SELECT wp_posts.post_title, COUNT(*) AS quantidade
   FROM wp_comments JOIN wp_posts
   ON wp_comments.comment_post_ID = wp_posts.ID
   GROUP BY wp_posts.ID
   ORDER BY quantidade DESC
   LIMIT 10
;

A saída que eu tive:

+-----------------------------------------+------------+
| post_title                              | quantidade |
+-----------------------------------------+------------+
| Sobre o vôo 3054                        |        104 |
| Chegou o boneco do Capitão Nascimento!  |         80 |
| Vamos trocar links?                     |         74 |
| O celular Linux já está a venda         |         64 |
| O Que o Emo disse pra Ema?              |         57 |
| Bichos grandes.

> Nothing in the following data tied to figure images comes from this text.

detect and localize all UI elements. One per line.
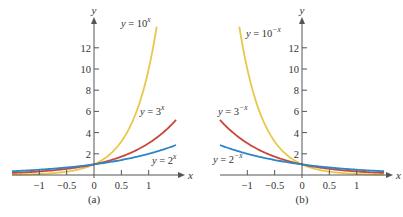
y-tick-label: 8	[294, 85, 299, 96]
panel-label: (b)	[296, 193, 309, 206]
y-tick-label: 4	[294, 128, 300, 139]
y-tick-label: 2	[294, 149, 299, 160]
y-tick-label: 4	[86, 128, 92, 139]
y-tick-label: 10	[289, 64, 300, 75]
y-tick-label: 12	[81, 43, 92, 54]
x-tick-label: −0.5	[265, 180, 284, 191]
y-tick-label: 10	[81, 64, 92, 75]
curve-label: y = 10−x	[245, 25, 281, 39]
panel-label: (a)	[88, 193, 101, 206]
x-axis-arrow-icon	[178, 172, 185, 178]
x-axis-label: x	[395, 169, 401, 181]
y-tick-label: 12	[289, 43, 300, 54]
x-axis-arrow-icon	[386, 172, 393, 178]
curve-label: y = 2x	[151, 152, 177, 166]
x-tick-label: 0	[299, 180, 304, 191]
y-axis-arrow-icon	[299, 17, 305, 24]
y-tick-label: 2	[86, 149, 91, 160]
curve-label: y = 2−x	[212, 151, 243, 165]
curve-label: y = 3−x	[217, 103, 248, 117]
x-tick-label: 0.5	[115, 180, 128, 191]
exponential-functions-figure: y = 10xy = 3xy = 2xxy−1−0.500.5124681012…	[0, 0, 403, 217]
x-tick-label: 1	[354, 180, 359, 191]
curve-label: y = 3x	[139, 103, 165, 117]
curve-label: y = 10x	[120, 15, 151, 29]
y-axis-label: y	[91, 4, 97, 16]
y-axis-label: y	[299, 4, 305, 16]
x-tick-label: −1	[34, 180, 45, 191]
y-tick-label: 8	[86, 85, 91, 96]
y-tick-label: 6	[86, 106, 91, 117]
x-tick-label: 1	[146, 180, 151, 191]
panel-b-decay-curves: y = 10−xy = 3−xy = 2−xxy−1−0.500.5124681…	[212, 4, 401, 206]
x-tick-label: 0	[91, 180, 96, 191]
curve-y-10-x	[239, 27, 384, 175]
panel-a-growth-curves: y = 10xy = 3xy = 2xxy−1−0.500.5124681012…	[12, 4, 193, 206]
y-axis-arrow-icon	[91, 17, 97, 24]
x-tick-label: −0.5	[57, 180, 76, 191]
x-tick-label: 0.5	[323, 180, 336, 191]
x-tick-label: −1	[242, 180, 253, 191]
y-tick-label: 6	[294, 106, 299, 117]
x-axis-label: x	[187, 169, 193, 181]
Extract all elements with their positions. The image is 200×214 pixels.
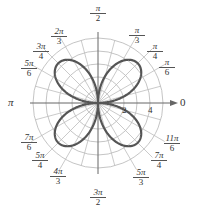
label-zero: 0 (180, 98, 186, 107)
label-pi: π (8, 98, 14, 107)
angle-label-pi_3: π3 (129, 26, 145, 45)
angle-label-11pi_6: 11π6 (164, 134, 180, 153)
angle-label-2pi_3: 2π3 (51, 27, 67, 46)
angle-label-5pi_4: 5π4 (32, 151, 48, 170)
angle-label-4pi_3: 4π3 (50, 167, 66, 186)
angle-label-5pi_3: 5π3 (133, 168, 149, 187)
arrow-icon (170, 100, 178, 106)
angle-label-7pi_4: 7π4 (151, 151, 167, 170)
angle-label-3pi_2: 3π2 (90, 188, 106, 207)
angle-label-5pi_6: 5π6 (21, 59, 37, 78)
angle-label-pi_2: π2 (90, 4, 106, 23)
radial-label-4: 4 (148, 106, 153, 115)
angle-label-pi_6: π6 (159, 58, 175, 77)
polar-plot (0, 0, 200, 214)
radial-label-2: 2 (122, 106, 127, 115)
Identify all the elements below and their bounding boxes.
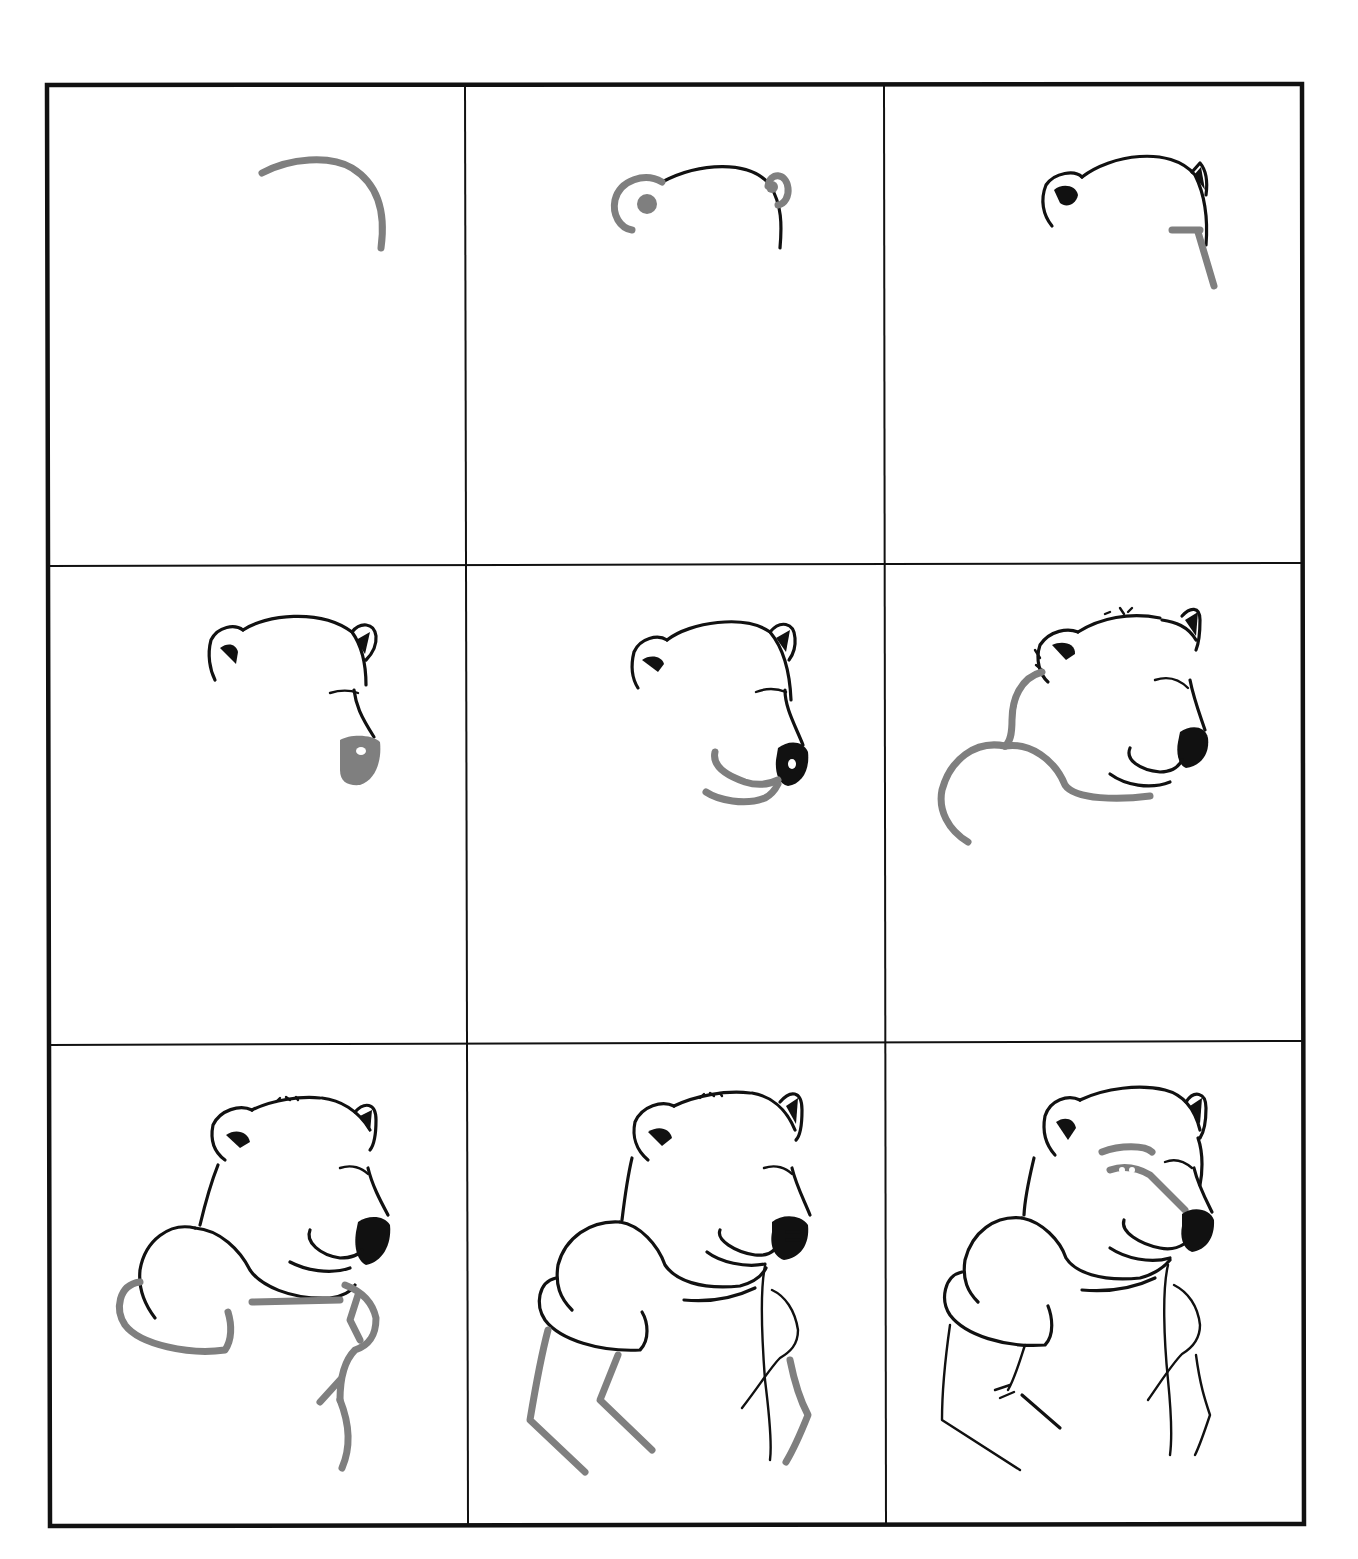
step-3-panel <box>1043 156 1214 286</box>
step-7-panel <box>120 1097 391 1468</box>
step-4-panel <box>209 616 380 785</box>
step-5-panel <box>632 622 808 802</box>
step-6-panel <box>941 608 1208 842</box>
drawing-tutorial-sheet <box>0 0 1358 1559</box>
tutorial-grid <box>0 0 1358 1559</box>
step-9-panel <box>942 1087 1214 1470</box>
step-1-panel <box>262 160 382 248</box>
grid-frame <box>47 84 1304 1526</box>
step-2-panel <box>614 167 788 248</box>
step-8-panel <box>530 1092 810 1472</box>
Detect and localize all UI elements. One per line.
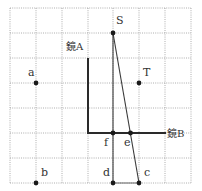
label-d: d — [103, 166, 110, 179]
ray-lines — [113, 33, 139, 183]
grid — [10, 8, 191, 183]
label-c: c — [144, 166, 150, 179]
mirror-grid-diagram: S T a b c d e f 鏡A 鏡B — [0, 0, 202, 191]
label-f: f — [104, 136, 109, 149]
label-s: S — [116, 14, 124, 27]
point-d — [111, 181, 116, 186]
point-b — [34, 181, 39, 186]
label-mirror-b: 鏡B — [167, 127, 184, 139]
labels: S T a b c d e f 鏡A 鏡B — [28, 14, 184, 179]
point-t — [137, 81, 142, 86]
label-b: b — [41, 166, 48, 179]
point-e — [128, 131, 133, 136]
label-t: T — [143, 66, 151, 79]
point-c — [137, 181, 142, 186]
label-a: a — [28, 66, 35, 79]
point-a — [34, 81, 39, 86]
label-mirror-a: 鏡A — [66, 40, 84, 52]
point-f — [111, 131, 116, 136]
label-e: e — [124, 136, 131, 149]
segment-s-c — [113, 33, 139, 183]
point-s — [111, 31, 116, 36]
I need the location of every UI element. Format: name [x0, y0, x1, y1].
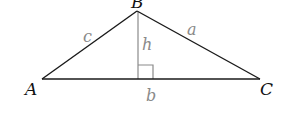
vertex-label-c: C — [260, 79, 273, 99]
side-label-c: c — [83, 27, 92, 46]
vertex-label-a: A — [23, 79, 37, 99]
altitude-label-h: h — [142, 35, 152, 54]
side-label-a: a — [187, 20, 197, 39]
side-label-b: b — [146, 86, 156, 105]
side-a-line — [137, 11, 260, 79]
right-angle-marker — [138, 65, 153, 79]
triangle-diagram: B A C c a h b — [0, 0, 295, 123]
vertex-label-b: B — [130, 0, 144, 12]
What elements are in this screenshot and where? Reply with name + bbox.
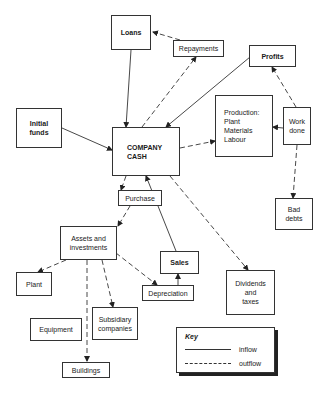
node-company-cash: COMPANY CASH <box>112 127 180 176</box>
edge-assets-to-depreciation <box>116 253 157 285</box>
node-buildings: Buildings <box>62 362 110 378</box>
node-assets: Assets and investments <box>60 226 117 260</box>
legend-outflow-label: outflow <box>239 360 261 367</box>
node-buildings-label: Buildings <box>72 366 100 375</box>
node-loans-label: Loans <box>121 28 142 37</box>
node-repayments-label: Repayments <box>179 44 218 53</box>
node-profits: Profits <box>249 45 296 67</box>
node-dividends: Dividends and taxes <box>226 270 275 315</box>
node-initial-funds: Initial funds <box>16 108 62 148</box>
node-work-done: Work done <box>283 107 311 145</box>
node-equipment-label: Equipment <box>39 325 72 334</box>
node-sales-label: Sales <box>170 258 188 267</box>
edge-assets-to-plant <box>38 260 66 272</box>
node-purchase: Purchase <box>118 190 162 206</box>
edge-assets-to-subsidiary <box>102 260 113 307</box>
node-production-label: Production: Plant Materials Labour <box>224 108 259 144</box>
node-repayments: Repayments <box>173 40 224 57</box>
legend-title: Key <box>185 333 198 340</box>
edge-work-done-to-profits <box>272 67 296 107</box>
edge-initial-funds-to-company-cash <box>62 128 112 150</box>
legend-outflow: outflow <box>185 360 261 367</box>
legend: Key inflow outflow <box>176 327 275 373</box>
node-plant-label: Plant <box>26 280 42 289</box>
legend-inflow-swatch <box>185 349 231 350</box>
node-loans: Loans <box>111 15 151 50</box>
node-depreciation: Depreciation <box>142 285 194 301</box>
legend-outflow-swatch <box>185 363 231 364</box>
edge-company-cash-to-purchase <box>121 176 126 190</box>
edge-repayments-to-loans <box>153 32 180 40</box>
node-bad-debts: Bad debts <box>275 198 313 230</box>
edge-loans-to-company-cash <box>126 50 131 127</box>
node-sales: Sales <box>160 251 199 274</box>
node-production: Production: Plant Materials Labour <box>215 95 273 157</box>
edge-work-done-to-bad-debts <box>293 145 297 198</box>
node-equipment: Equipment <box>30 318 82 341</box>
node-initial-funds-label: Initial funds <box>29 119 48 137</box>
edge-sales-to-company-cash <box>146 176 176 251</box>
node-depreciation-label: Depreciation <box>148 289 187 298</box>
node-plant: Plant <box>16 272 52 296</box>
node-assets-label: Assets and investments <box>70 234 107 252</box>
edge-company-cash-to-repayments <box>142 57 196 127</box>
legend-inflow-label: inflow <box>239 346 257 353</box>
node-company-cash-label: COMPANY CASH <box>127 143 162 161</box>
edge-purchase-to-assets <box>118 206 130 226</box>
legend-inflow: inflow <box>185 346 257 353</box>
node-purchase-label: Purchase <box>125 194 155 203</box>
node-subsidiary: Subsidiary companies <box>92 307 138 340</box>
edge-company-cash-to-production <box>180 141 215 148</box>
node-work-done-label: Work done <box>289 117 305 135</box>
node-profits-label: Profits <box>261 52 283 61</box>
node-subsidiary-label: Subsidiary companies <box>98 315 132 333</box>
node-dividends-label: Dividends and taxes <box>235 279 266 306</box>
node-bad-debts-label: Bad debts <box>285 205 302 223</box>
edge-work-done-to-production <box>273 127 283 128</box>
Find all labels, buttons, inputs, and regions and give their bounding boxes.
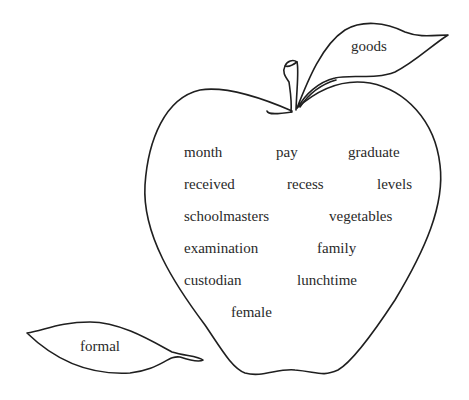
apple-word: female bbox=[231, 305, 272, 320]
apple-word: schoolmasters bbox=[184, 209, 269, 224]
apple-word: custodian bbox=[184, 273, 242, 288]
apple-word: month bbox=[184, 145, 222, 160]
apple-word: recess bbox=[287, 177, 324, 192]
leaf-bottom-word: formal bbox=[80, 339, 120, 354]
apple-word: graduate bbox=[348, 145, 400, 160]
apple-word: vegetables bbox=[329, 209, 392, 224]
apple-word: examination bbox=[184, 241, 258, 256]
apple-dimple bbox=[267, 111, 292, 114]
apple-word: lunchtime bbox=[297, 273, 357, 288]
apple-word: levels bbox=[377, 177, 412, 192]
apple-word: family bbox=[317, 241, 356, 256]
leaf-top-outline bbox=[297, 23, 448, 108]
apple-word: received bbox=[184, 177, 235, 192]
apple-outline bbox=[145, 82, 441, 374]
apple-word: pay bbox=[276, 145, 298, 160]
apple-illustration bbox=[0, 0, 469, 400]
apple-stem bbox=[284, 61, 298, 112]
leaf-top-word: goods bbox=[351, 39, 387, 54]
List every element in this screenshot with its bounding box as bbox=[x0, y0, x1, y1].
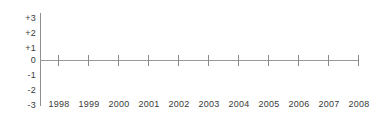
x-tick-label-2000: 2000 bbox=[109, 99, 130, 109]
x-tick-mark bbox=[208, 55, 209, 66]
x-tick-mark bbox=[178, 55, 179, 66]
y-tick-label-plus2: +2 bbox=[0, 29, 36, 38]
x-tick-label-2007: 2007 bbox=[319, 99, 340, 109]
chart-container: +3 +2 +1 0 -1 -2 -3 1998 1999 2000 2001 … bbox=[0, 0, 382, 120]
x-tick-label-2008: 2008 bbox=[349, 99, 370, 109]
y-tick-label-minus1: -1 bbox=[0, 71, 36, 80]
x-tick-label-2002: 2002 bbox=[169, 99, 190, 109]
x-tick-label-2001: 2001 bbox=[139, 99, 160, 109]
y-tick-label-minus2: -2 bbox=[0, 86, 36, 95]
x-tick-label-2006: 2006 bbox=[289, 99, 310, 109]
y-tick-label-plus3: +3 bbox=[0, 14, 36, 23]
x-tick-mark bbox=[298, 55, 299, 66]
x-tick-mark bbox=[328, 55, 329, 66]
x-tick-mark bbox=[58, 55, 59, 66]
y-tick-label-minus3: -3 bbox=[0, 101, 36, 110]
x-tick-mark bbox=[88, 55, 89, 66]
x-tick-mark bbox=[118, 55, 119, 66]
x-tick-label-2005: 2005 bbox=[259, 99, 280, 109]
x-tick-mark bbox=[358, 55, 359, 66]
x-tick-mark bbox=[268, 55, 269, 66]
x-tick-label-1998: 1998 bbox=[49, 99, 70, 109]
x-tick-mark bbox=[148, 55, 149, 66]
x-tick-label-2003: 2003 bbox=[199, 99, 220, 109]
x-tick-mark bbox=[238, 55, 239, 66]
plot-area: +3 +2 +1 0 -1 -2 -3 1998 1999 2000 2001 … bbox=[0, 0, 382, 120]
x-tick-label-1999: 1999 bbox=[79, 99, 100, 109]
y-tick-label-zero: 0 bbox=[0, 56, 36, 65]
y-tick-label-plus1: +1 bbox=[0, 44, 36, 53]
y-axis-labels: +3 +2 +1 0 -1 -2 -3 bbox=[0, 0, 36, 120]
x-tick-label-2004: 2004 bbox=[229, 99, 250, 109]
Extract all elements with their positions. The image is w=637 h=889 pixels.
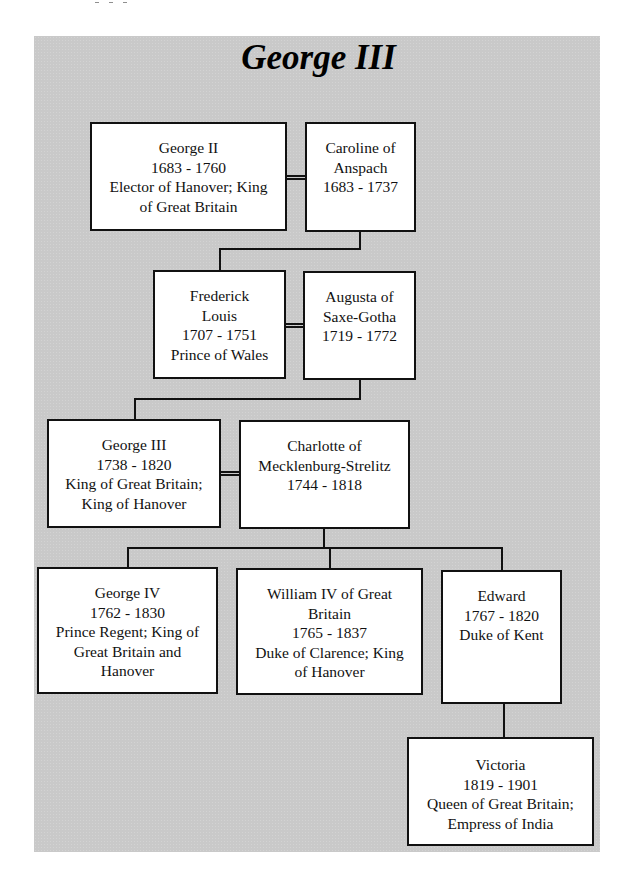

Falsificações?          |         46 |
| Esse ainda tem muito pra upar           |         45 |
| Entenda Heroes                          |         42 |
| Aqui pro iPhone!                        |         40 |
| Ganhe créditos de graça no celular      |         39 |
+-----------------------------------------+------------+
10 rows in set (0.11 sec)

Qual o post você mais comentou: Basta colocar um WHERE e pegar o autor que você quer, no caso, Silveira (eu). Eu coloquei um limite de 10, para pegar só os 10 posts que eu mais comentei.

SELECT wp_posts.post_title, COUNT(*) AS quantidade
    FROM wp_comments JOIN wp_posts
    ON wp_comments.comment_post_ID = wp_posts.ID
    WHERE wp_comments.comment_author = 'Silveira'
    GROUP BY wp_posts.ID
    ORDER BY quantidade DESC
    LIMIT 10
;

O resultado no meu blog foi:

+---------------------------------------------+------------+
| post_title                                  | quantidade |
+---------------------------------------------+------------+
| Vamos trocar links?                         |         20 |
| Regnum, RPG online gratúito                 |         11 |
| Promoção: Estamos Dando 97 dólares!         |          7 |
| Aqui pro iPhone!                            |          6 |
| Vamos escrever um livro?                    |          6 |
| Democracy TV Player                         |          5 |
| Formatura, novidades                        |          5 |
| Como eu consegui cancelar minha conta na Oi |          5 |
| Chico Buarque em Fortaleza                  |          4 |
| Livro Python Guia de Bolso                  |          4 |
+---------------------------------------------+------------+
10 rows in set (0.02 sec)

Se você quiser ir mais fundo nas consultas eu recomendo dar uma olhada na sintaxe do select do Mysql.